## Source data
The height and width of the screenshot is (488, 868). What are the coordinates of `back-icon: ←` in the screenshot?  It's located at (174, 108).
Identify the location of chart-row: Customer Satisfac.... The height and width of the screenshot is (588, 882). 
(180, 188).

---

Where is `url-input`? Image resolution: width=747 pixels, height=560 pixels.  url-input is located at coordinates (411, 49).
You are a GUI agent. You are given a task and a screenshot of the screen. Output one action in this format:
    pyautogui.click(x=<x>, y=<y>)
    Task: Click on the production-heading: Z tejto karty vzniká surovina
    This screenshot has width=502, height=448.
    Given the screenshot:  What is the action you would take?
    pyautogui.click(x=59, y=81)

--

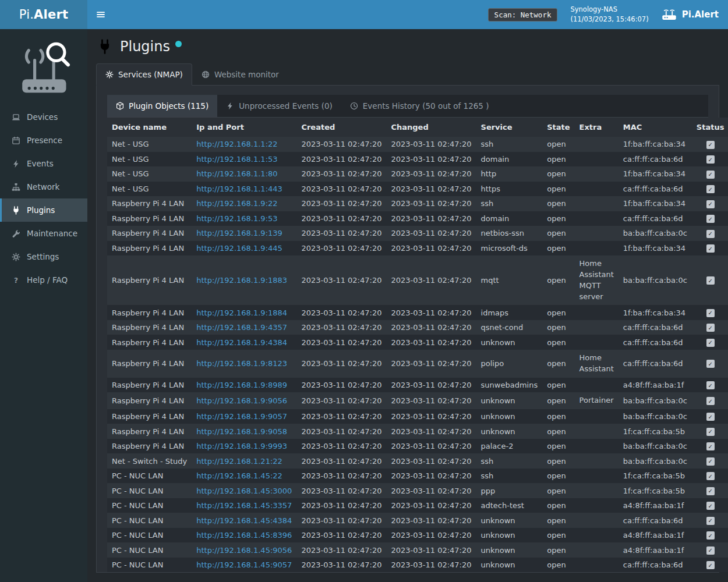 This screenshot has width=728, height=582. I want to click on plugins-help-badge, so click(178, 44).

## Work order
Search the entries for the word "located", then copy every line in which it is found.

## Solution to the problem
The height and width of the screenshot is (488, 868). What are the coordinates of `back-icon: ←` in the screenshot?  It's located at (174, 108).
Where is `url-input`? Image resolution: width=747 pixels, height=560 pixels.  url-input is located at coordinates (411, 49).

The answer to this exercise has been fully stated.